Tuesday, March 10, 2026

Cognitive Dissonance: The Socratic Mind

Questioning.  The very nature in which we learn in life.  Socrates, the famous Greek Philosopher said that disciplined and thoughtful questioning helped one think logically and validate ideas.  To question the world is to live in wonder.  


As children, we questioned everything.  My mother, sisters, and father would be driven mad by the amount of questions I asked as a young child.  Why is the sky blue, what is out there, does this car get good gas mileage, why do people do the things they do, were some of the questions I would ask as a 5-7 year old.  


As adults, we don’t live in wonder of the magical world around us, but our mind shifts.  We begin introspective thoughts about ourselves and others.  Who can I trust in the world, should I take one’s word for it, how can I improve myself, how am I going to pay the bills this month? 


Questions lead us all down avenues, zigzagging through life, but the shortest path between two points is a straight line.  This straight line is what we wish to get to, and we get there through questioning ourselves and others, learning from our experiences, and thinking logically about past ideas and events, and replacing them with absolute truths we eventually come to.  


Cognitive Dissonance is the inability for someone to replace past ideas or truths when overwhelming evidence is presented to us.  To hold onto the past and past ideas build up inside of us, and we refuse to let them go.  Such actions lead us to become stuck, unwilling to listen to anyone but oneself no matter the cost it is to self and to others.  


For example, the mind of a drug addict falls into this category.  No matter the insurmountable evidence there is to the nature of their problem, many refuse to acknowledge their problems and are dissonant to their very life.  


I remember my college days when I had a professor who was also a politician. One afternoon our class discussion grew heated. Sitting a few  seats away from me was a twenty-year combat veteran, a disciplined man nearly twice my age.  As the conversation unfolded, the two began to wrestle with words about facts and ideas. The veteran calmly laid out his reasoning point by point. Many of us in the room quietly nodded along as he spoke.  Yet when he finished, the professor simply leaned back in his chair and replied, “No… you’re wrong.”  In the end, absolute truth comes from questioning the world, listening to others, and having open dialogue to come to life’s truths about the reality of the world.  


Just like life, science is a discipline centered around questioning.  Edison failed 100’s of times before inventing the light bulb, Tesla failed countless times in his endeavors to develop, scientists all over the world fail constantly yet their questioning about their failure leads them to change one variable and try again.

 In my early to mid 20’s, science was what fascinated me, I thought about it all day, everyday.  As my knowledge grew, I would have conversations with friends.  Even though they would say, “Sean, you’re much smarter than me,” I would listen to what they said and replace irreverent or completely wrong interpretations and start anew. 


 I remember back to a few years ago I got a random email from a Physicist in another country about my videos on Feynman Diagrams and quantum entanglement.  He said he was inspired by my video, yet I was slightly wrong about what I said.  Although I was down for a minute, I took it for what it was worth and replaced my knowledge with what was more correct.  


Even though we as individuals can’t change the way we learn, we can certainly change the way we think.  The brain’s neural-plasticity and science specifically state this fact.  The brain over time, rewires itself over time as we grow and learn.  To stop the natural process of life and the way the brain works is like withholding growth for oneself. 


Ego plays a significant role in such trains of thought.  To hold onto one’s ego through such questioning, is to do a disservice to oneself and others.  In the end, this is the nature and reality of life as humans, we are quick to talk, yet slow to listen, and replace what is wrong with absolute truths.  Stubbornness is meant for the mule, not for man.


§ DIRECTIONS
What I need is an exact repeat of the lines from the one with "Image resolution: width=1258" through the end of the listing below. Leave out every picture.

§ SUPPLIED ENTRIES
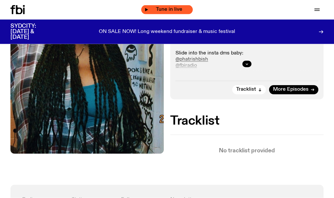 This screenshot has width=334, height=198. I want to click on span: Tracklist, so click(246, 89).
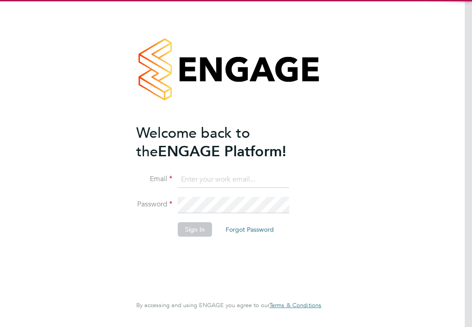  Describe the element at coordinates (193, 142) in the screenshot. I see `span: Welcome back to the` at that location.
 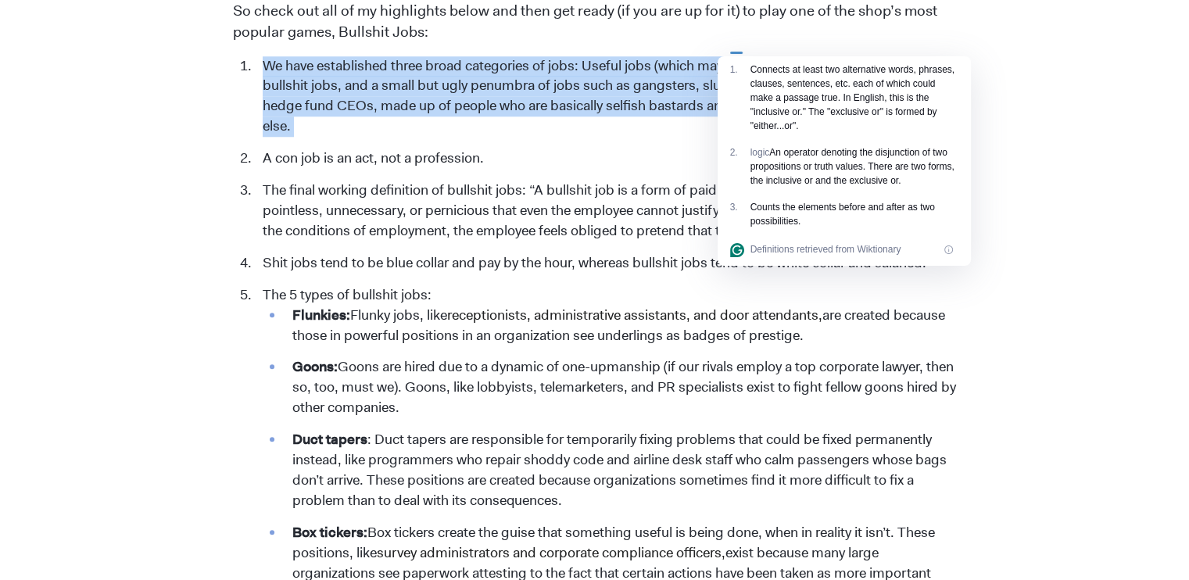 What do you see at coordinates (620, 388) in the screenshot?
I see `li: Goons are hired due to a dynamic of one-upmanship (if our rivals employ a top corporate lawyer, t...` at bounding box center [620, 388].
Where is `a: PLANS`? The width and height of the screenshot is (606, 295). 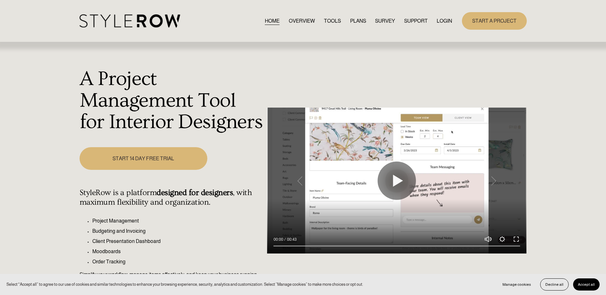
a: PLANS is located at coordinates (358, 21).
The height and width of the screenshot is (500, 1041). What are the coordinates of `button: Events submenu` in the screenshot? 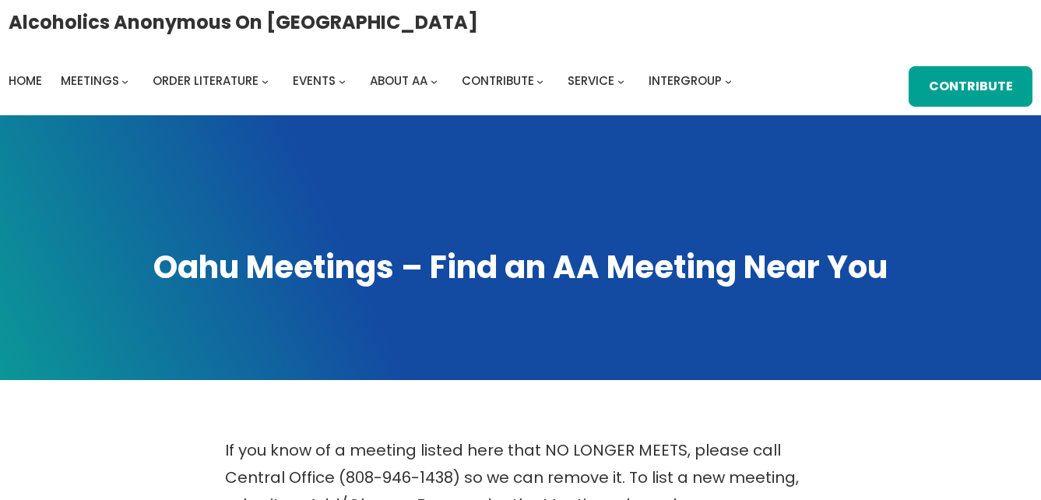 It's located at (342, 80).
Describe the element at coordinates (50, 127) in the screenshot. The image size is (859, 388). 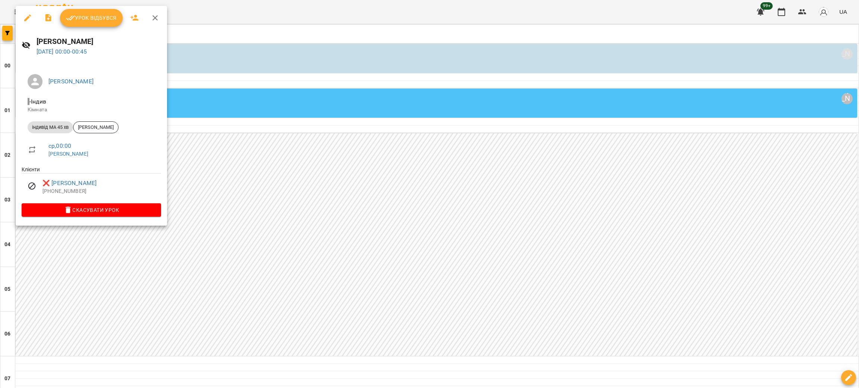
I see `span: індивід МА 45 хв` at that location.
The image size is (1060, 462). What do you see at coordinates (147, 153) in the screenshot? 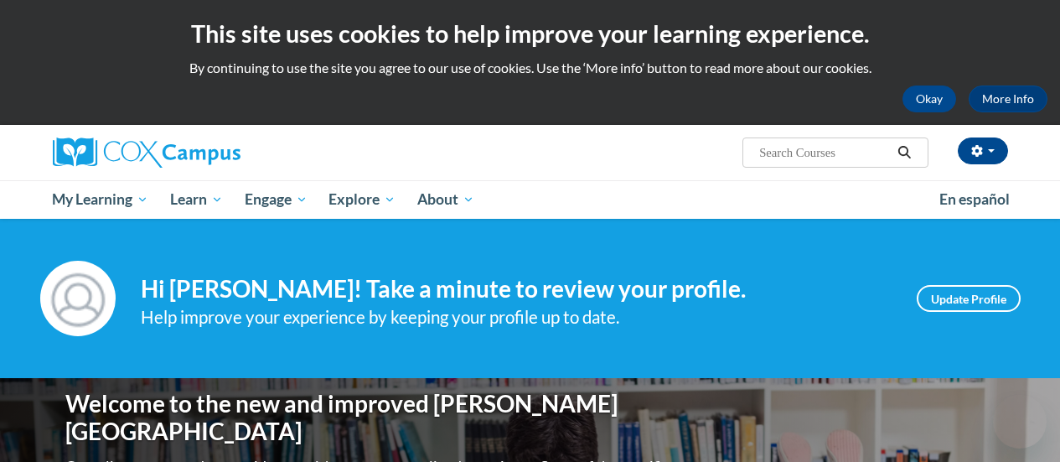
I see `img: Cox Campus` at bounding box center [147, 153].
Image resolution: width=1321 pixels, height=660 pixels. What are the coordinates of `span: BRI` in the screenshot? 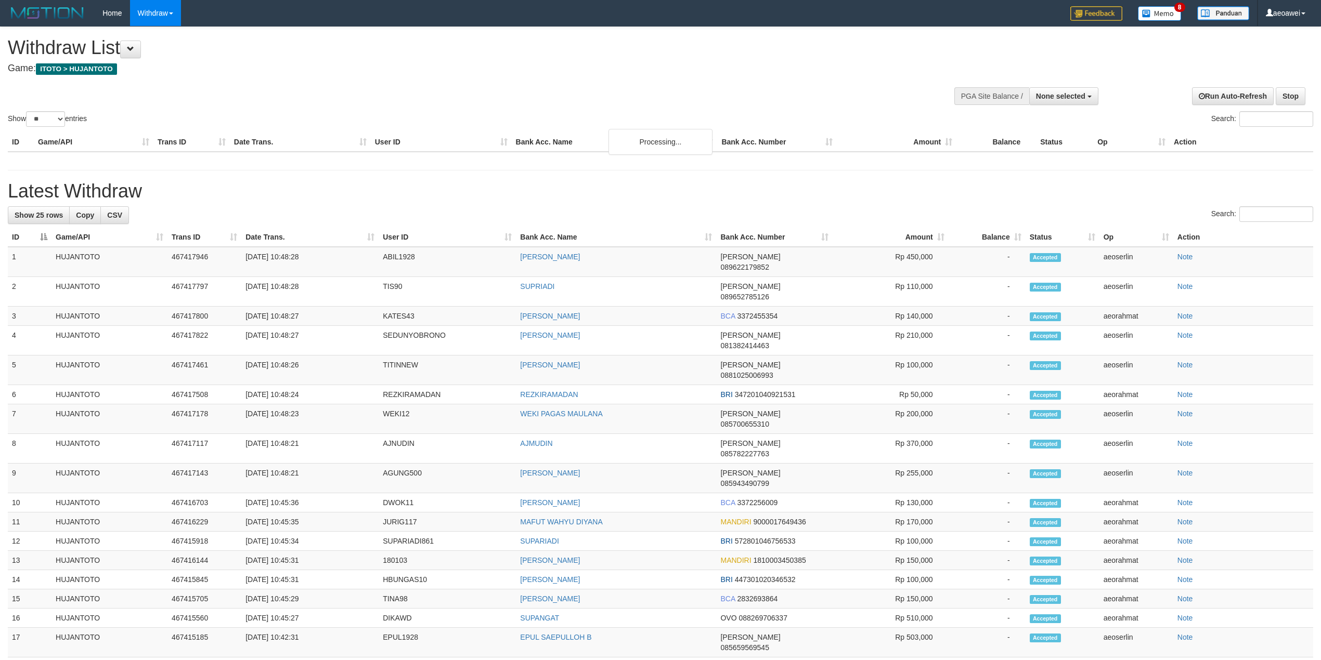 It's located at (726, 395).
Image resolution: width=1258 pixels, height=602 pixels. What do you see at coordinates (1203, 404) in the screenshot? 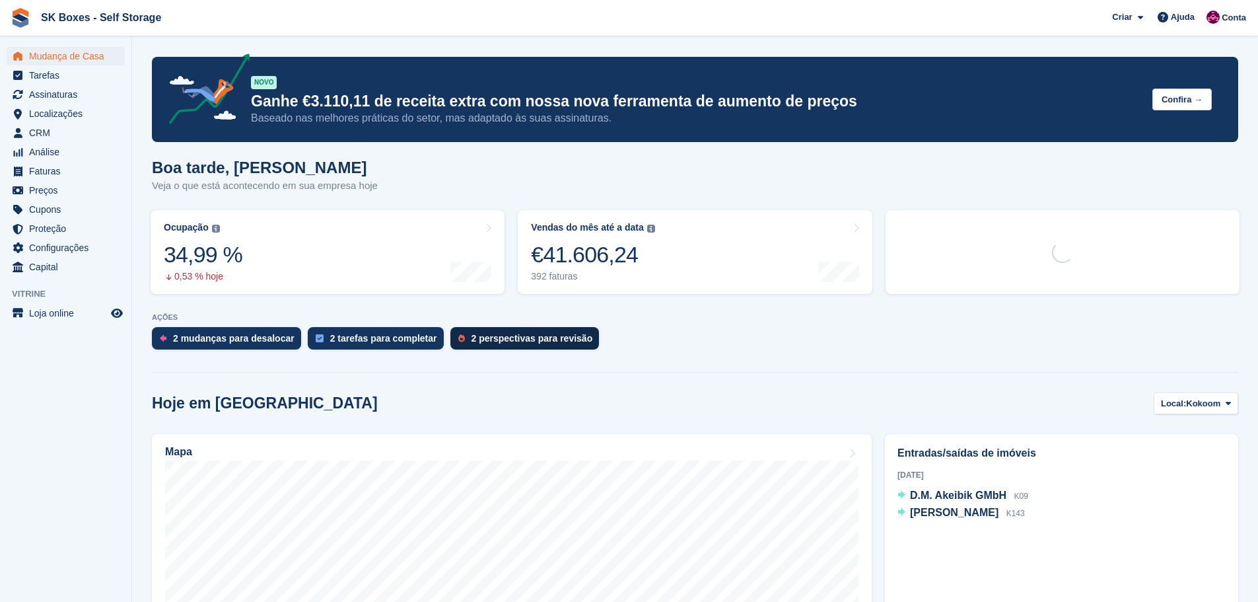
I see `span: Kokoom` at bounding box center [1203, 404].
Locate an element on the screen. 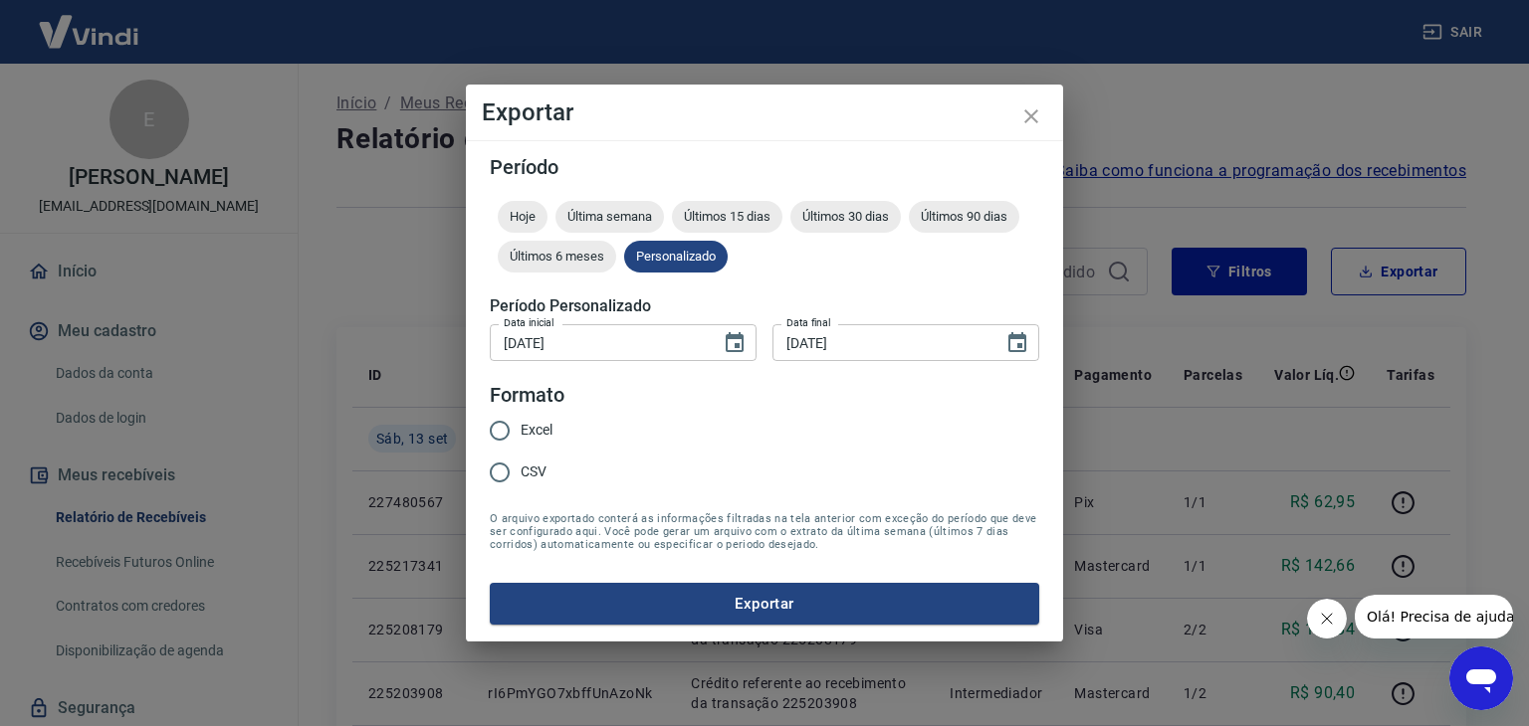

§ YOUR RESPONSE
Image resolution: width=1258 pixels, height=602 pixels. What do you see at coordinates (1203, 404) in the screenshot? 
I see `span: Kokoom` at bounding box center [1203, 404].
Locate an element on the screen. 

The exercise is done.